Trashed Job Market Follows Obama’s Health Plan
This Op Ed was published by Blooberg and can be viewed online here.
We need to get more Americans covered with health insurance. But any proposed “solution” to the problem of the uninsured that has the effect of getting people laid off from their jobs is not the way to do it.
As unemployment reaches a 26-year high and our economy continues to shed 500,000 jobs a month, it would not seem to be the best time to enact new mandates on business likely to accelerate the rate of job loss.
This is precisely what President Barack Obama and congressional Democrats are proposing with the “pay or play” mandates in health-care legislation making its way through Congress.
Just five months ago, the American people were told that it was urgent for Congress to spend an unprecedented $787 billion to keep the economy afloat and prevent the unemployment rate from going above 8 percent. With the rate now at 9.5 percent and rising, we should act with great caution in imposing new employer mandates that could force them to cut more jobs.
According to the Republican staff of Congress’s Joint Economic Committee, the new employer health-insurance mandates in the leading House bill would, in effect, impose an 8 percent wage tax on businesses that don’t offer insurance (the play in “pay or play”) or pay for enough of their employees’ coverage. That 8 percent is roughly the share of total compensation that businesses typically pay for employee health-care coverage.
The Congressional Budget Office acknowledged last week that the costs of a “pay or play” mandate would likely be passed on to workers, in the form of either wage reductions or job elimination.
Taken From Wages
Testifying at a Senate hearing, CBO Director Douglas Elmendorf said, “we at CBO and almost all economists believe that, over time, that sort of burden that employers face for individual employees gets passed into their, or taken out of their, wages.”

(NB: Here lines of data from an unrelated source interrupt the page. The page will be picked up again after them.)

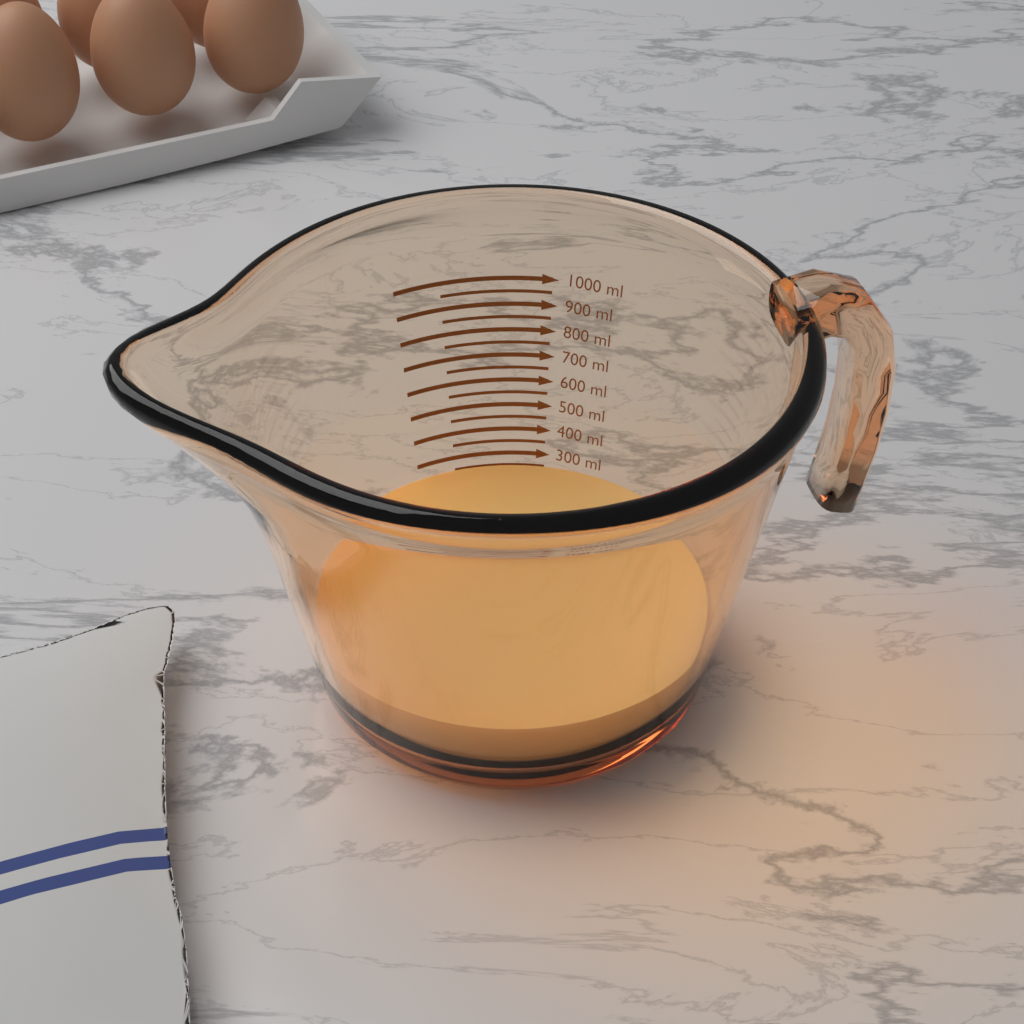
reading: 250 ml
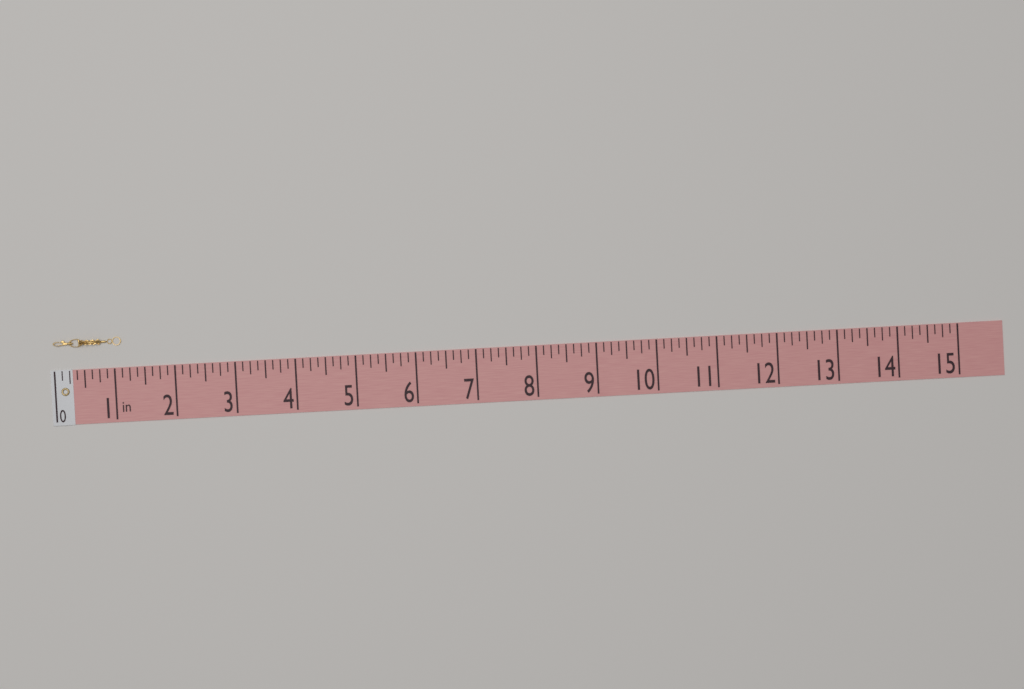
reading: 1.125 in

“There’s a certain amount of compensation, and the more that goes to health insurance, whether by voluntary choice of employees or by government mandate, the less there is in cash wages,” he said. For lower-wage workers, he said, such a mandate “is effectively an increase in the minimum wage, and that can cause job losses.”

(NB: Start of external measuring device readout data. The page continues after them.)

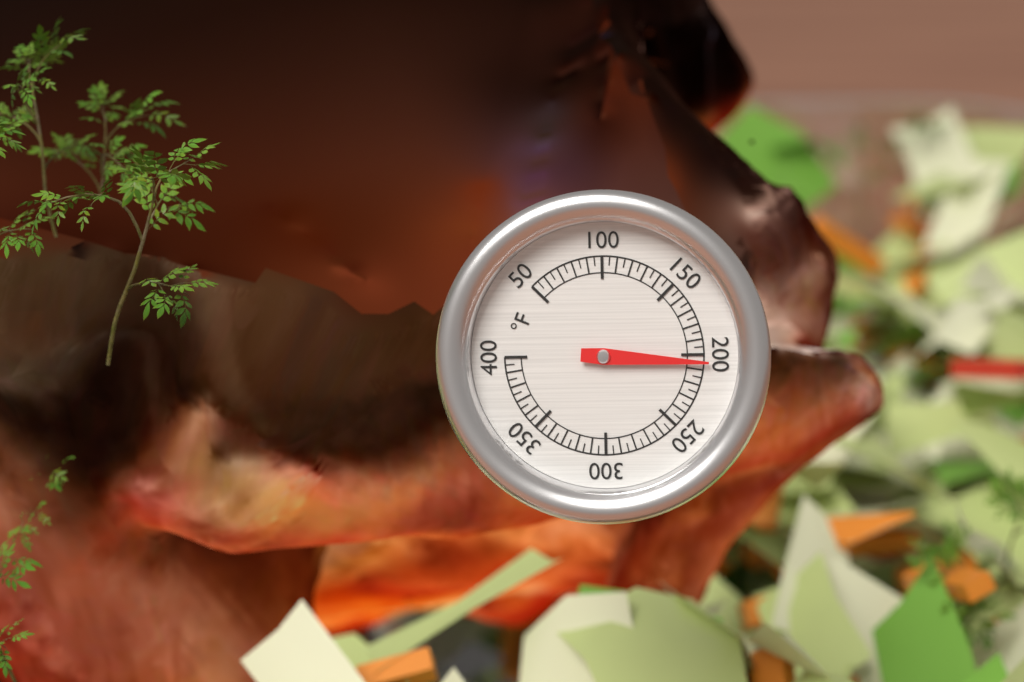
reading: 205 °F
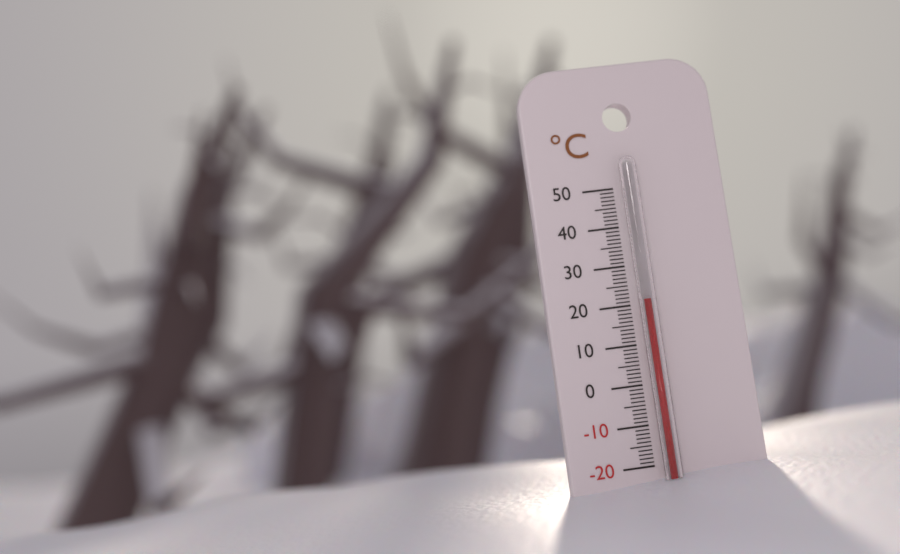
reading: 21 °C
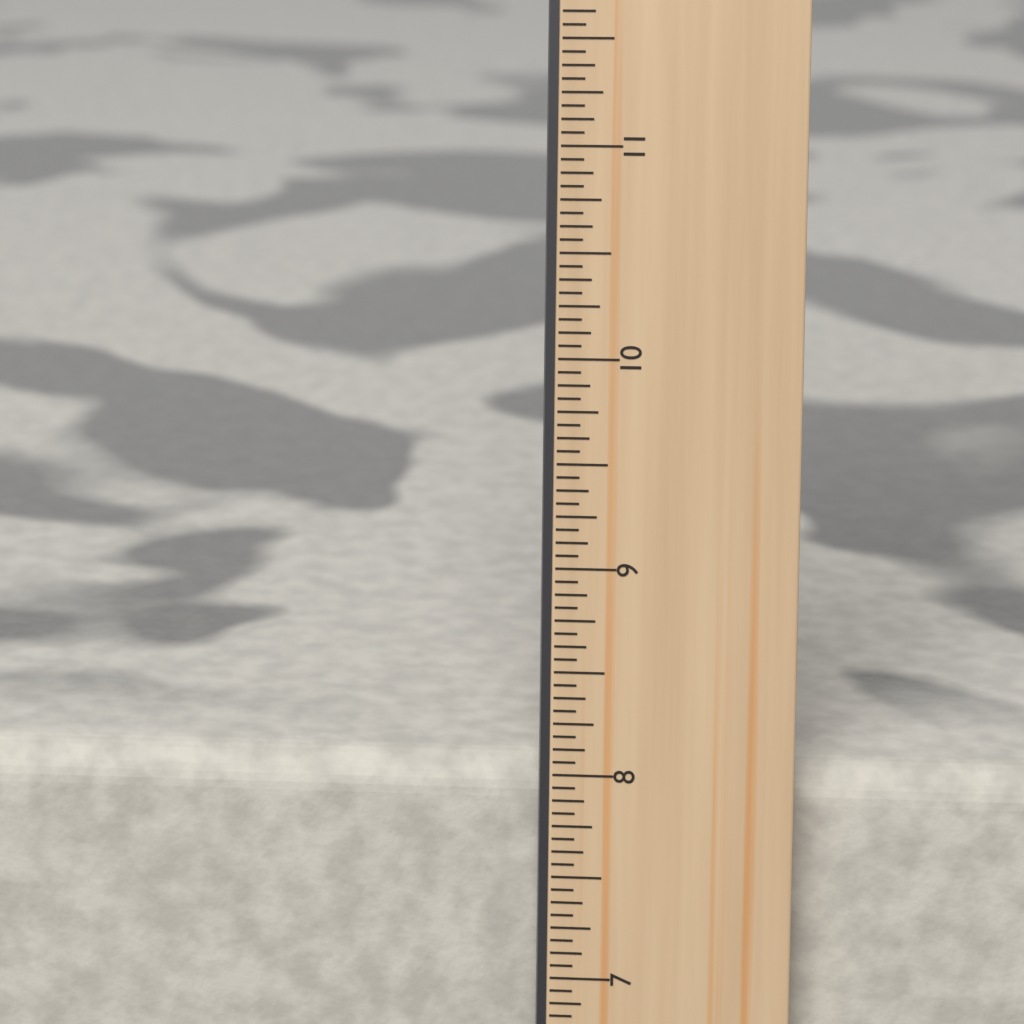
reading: 8.0000 in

This puts a lot of people at risk for losing their jobs. According to a 2007 paper by Katherine Baicker and Helen Levy for the National Bureau of Economic Research, 33 percent of uninsured workers earn within $3 of the minimum wage. The researchers estimated that a new employer health-insurance mandate such as “pay or play” would result in 224,000 workers losing their jobs, with a staggering 60 percent or more of those at risk being racial and ethnic minorities. Women would also be disproportionately hurt.
Only Worse
Because this estimate was made before the financial and economic meltdown and the subsequent dramatic worsening of the employment picture, the actual job losses would likely be considerably higher.
An even more troubling conclusion of the same study is that uninsured workers would be seven times more likely to lose their jobs than those with insurance. In other words, a costly mandate on businesses designed to reduce the number of American workers without health insurance would likely swell the ranks of those who are simultaneously uninsured and unemployed -- aggravating the very crisis it is ostensibly designed to address.
Putting the most vulnerable American workers at risk of unemployment in the middle of a recession is, quite clearly, the wrong direction to go. Happily, there’s a better way.
Level Playing Field
Instead of imposing a job-killing wage tax on businesses, we should make it easier for all workers to access the existing, generous federal subsidies for health-care coverage. That would mean leveling the playing field between workers who receive health coverage through their job and those people, whether employed or not, who lack access to workplace coverage.
We can accomplish this by offering Americans who purchase health insurance outside of their place of work the same benefit given to employees who have work-related health coverage: the ability to use pretax dollars. Households would be empowered to purchase affordable health insurance that they could keep regardless of their employment status.
This approach would have the added bonus of enlarging the marketplace for individuals and families who choose to purchase insurance outside the workplace. This would spread the insurance risk among the healthy and sick, which would mean lower premiums for everyone in that market.
When it comes to health reform, the best prescription is a level playing field that gives workers more control of their own health-care dollars, rather than a “pay or play” mandate that potentially puts their jobs at risk.